Cartman is the supreme leader of the Church of Scientology, so I'd advise asking the producers of South Park to kill him. XD
"Mr. Cruise, you can come out of the closet now."
Not all "religion" lacks logic, mind you.
It does, by it's very nature. Since the supernatural is defined as being above the rules of the natural, and logic is a naturalistic tool for understanding and predicting natural event chains, then the advocacy for a supernatural being is by definition dealing in the non-logical.
It might not actually be wrong, but it's a mistake to step into logic and science when you're a religion. It rarely works out in your favour.
Right. Guess I wasn't clear on my point.
Religious people can certainly think in a logical matter. That's not my contention. The contention is that religious belief itself can be logical. I don't think that it can. It's operating on a whole different paradigm, one rooted in mysticism and revelation rather than empiricism and testing.
But such things as artifacts can be found and scientifically processed and matched up, for example.
Also, records from countries not specifically related to the Bible have listed the effects of events mentioned there. There can be logical correlations detected in such things as that.
Yes, much is metaphysical, but there ARE some things that can relate.
That's a genuine oxymoron right there.
Last edited by Strongbad; 6th-February-2008 at 08:42. Reason: Double post. Use the edit button.
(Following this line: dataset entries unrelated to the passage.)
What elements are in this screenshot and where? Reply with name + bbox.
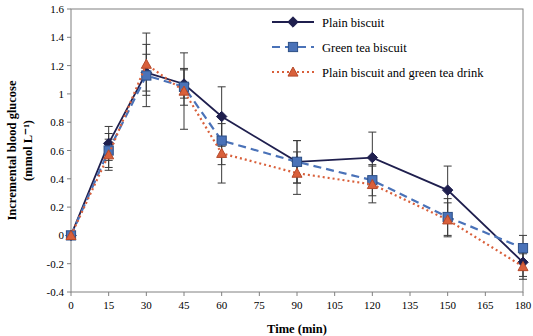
x-axis-tick-label: 30	[141, 299, 153, 311]
x-axis-tick-label: 135	[402, 299, 419, 311]
y-axis-tick-label: 0	[59, 229, 65, 241]
y-axis-tick-label: 0.6	[50, 145, 64, 157]
legend-marker-green-tea-biscuit	[288, 42, 297, 51]
x-axis-tick-label: 75	[254, 299, 266, 311]
data-point-green-tea-biscuit	[217, 136, 226, 145]
x-axis-tick-label: 105	[326, 299, 343, 311]
legend-label-plain-biscuit: Plain biscuit	[322, 16, 385, 30]
x-axis-tick-label: 90	[292, 299, 304, 311]
x-axis-tick-label: 15	[103, 299, 115, 311]
y-axis-tick-label: 0.4	[50, 173, 64, 185]
x-axis-tick-label: 45	[179, 299, 191, 311]
x-axis-tick-label: 120	[364, 299, 381, 311]
y-axis-tick-label: 1.2	[50, 60, 64, 72]
legend-label-plain-biscuit-and-green-tea-drink: Plain biscuit and green tea drink	[322, 66, 484, 80]
x-axis-title: Time (min)	[267, 322, 327, 336]
chart-container: -0.4-0.200.20.40.60.811.21.41.6015304560…	[0, 0, 533, 336]
data-point-green-tea-biscuit	[142, 71, 151, 80]
y-axis-tick-label: 1	[59, 88, 65, 100]
x-axis-tick-label: 150	[439, 299, 456, 311]
legend-label-green-tea-biscuit: Green tea biscuit	[322, 41, 407, 55]
y-axis-tick-label: 1.4	[50, 31, 64, 43]
y-axis-tick-label: 1.6	[50, 3, 64, 15]
y-axis-title-line1: Incremental blood glucose	[5, 80, 19, 220]
y-axis-tick-label: 0.2	[50, 201, 64, 213]
x-axis-tick-label: 165	[477, 299, 494, 311]
x-axis-tick-label: 180	[515, 299, 532, 311]
y-axis-tick-label: 0.8	[50, 116, 64, 128]
x-axis-tick-label: 60	[216, 299, 228, 311]
y-axis-tick-label: -0.4	[47, 286, 65, 298]
y-axis-tick-label: -0.2	[47, 258, 64, 270]
y-axis-title-line2: (mmol L⁻¹)	[21, 120, 35, 181]
data-point-green-tea-biscuit	[518, 244, 527, 253]
data-point-green-tea-biscuit	[292, 157, 301, 166]
line-chart: -0.4-0.200.20.40.60.811.21.41.6015304560…	[0, 0, 533, 336]
x-axis-tick-label: 0	[68, 299, 74, 311]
None of which have any influence on the core religious belief (read: statements on the existence of God) within a theological system. That is at the base of all religion and not subject to logic under any religion which claims a supernatural object. And if you can't prove the actual core with logic, then questioning the following ideas within that framework using logic only becomes possible if you take the core idea as an axiom. Meaning you can get to any damn conclusion you like via the insertion of your religions version of "GODDIDIT", but you can never rule out any conclusion for precisely the same reason. On the other hand, if you don't take the core as axiomatic, you have to make all your arguments from outside the framework. Which can and does address those claims, but falls flat against any argument made from within the framework once that damn unjustified axiom is invoked.
In essence, you can't make the argument for belief using sound logic because you can't get a testable premise. You can have valid logic in this case (since validity is only dependant on the consistency of the reasoning and conclusion, not the truth of the premises you're working from) but you can't have sound logic because the axioms remain unproven. Which means any conclusions you derive from those axioms will always be suspect even if they are the result of valid logic sequences.
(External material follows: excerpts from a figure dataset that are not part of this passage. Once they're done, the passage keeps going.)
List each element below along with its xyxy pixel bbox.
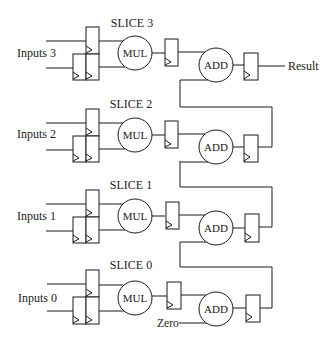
zero-label: Zero <box>157 317 179 329</box>
slice-title: SLICE 0 <box>110 258 152 272</box>
product-register <box>167 282 181 309</box>
dsp-slice-cascade-diagram: SLICE 3 Inputs 3 MUL ADD Result SLICE 2 … <box>0 0 333 347</box>
slice-title: SLICE 3 <box>111 16 153 30</box>
mul-label: MUL <box>123 129 148 141</box>
slice-title: SLICE 2 <box>110 97 152 111</box>
inputs-label: Inputs 1 <box>17 209 56 223</box>
mul-label: MUL <box>123 47 148 59</box>
result-label: Result <box>288 59 319 73</box>
add-label: ADD <box>204 59 228 71</box>
output-register <box>245 214 259 242</box>
output-register <box>244 135 258 162</box>
mul-label: MUL <box>123 292 148 304</box>
inputs-label: Inputs 2 <box>17 127 56 141</box>
add-label: ADD <box>204 141 228 153</box>
inputs-label: Inputs 3 <box>17 46 56 60</box>
slice-title: SLICE 1 <box>110 178 152 192</box>
add-label: ADD <box>204 303 228 315</box>
inputs-label: Inputs 0 <box>18 291 57 305</box>
add-label: ADD <box>204 222 228 234</box>
mul-label: MUL <box>123 210 148 222</box>
output-register <box>244 53 258 80</box>
output-register <box>246 295 260 322</box>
The flipside to this is that you can't disprove the idea of God, only individual claims about Godhood. Even then, it's often rather tricky and generally best accomplished by attacking the internal consistency of the claim rather than the individual actions therein.
I hope that gives a more solid idea of what I'm trying to say here.
Course, the Bible is a good example here. You can't disprove it externally from the believers POV (God is axiomatic there and thus trumps a lack of evidence even when that lack is in places where there bloody well should be evidence. Exodus and the Deluge are the big ones there.) but you can demonstrate its internal inconsistency quite easily (frex, the fact that at least one story of Jesus birth is incorrect. Herod died in 4BCE and Judea couldn't have been subjected to a Roman census prior to 6CE, when it actually became a part of the roman empire. Therefore, at minimum, either the Matthew or Luke Gospel must be incorrect in it's telling of Jesus' childhood. Then there's the 2 different genealogies given in Luke and Matthew, both of which are different to the line of David given in 1Chronicles). The fact that its overall narrative has more holes than a whores fishnets helps, but it's hardly unique in that manner.
edit: Sorry for the jumpy structure. I'm tired and preoccupied with developing a new fiction story. I think I've cleaned the post up to a readable state now.
Last edited by Dr Mario; 6th-February-2008 at 09:54.
Have any of you guys watched the videos of the picketing on YouTube? Some hilarious stuff.
I doubt Scientology is shivering in its boots though.
Me and a friend are going to birmingham on sunday for the protests, I'm going to get my friend to bring a camera so that we can have our picture taken with some anonymouseseses (masked ones because don't want $oC to have evidence )
If one accepts evolution, one must accept that life on this planet has come into existence by chance, in tiny steps, over very long periods of time. That humans were not designed. It could be supposed that God chose evolution to bring about the existence of life, but then we'd have to accept that God is trying to make us believe we weren't created by him.
Also, what we're seeing with scientology is how all religions began. Two thousand years ago, people didn't know of electricity or aliens and spaceships, so their imaginations were limited to things like, walking on water and healing the blind.
Last edited by maca; 8th-February-2008 at 13:29.
or it could be that the only way that god could create life was in steps, or that god really doesn't care if we know who made us. This is why I'm an apathist. (not to be confused with agnostic or atheist, it's not that I don't believe, or don't know. I just really don't think it matters.)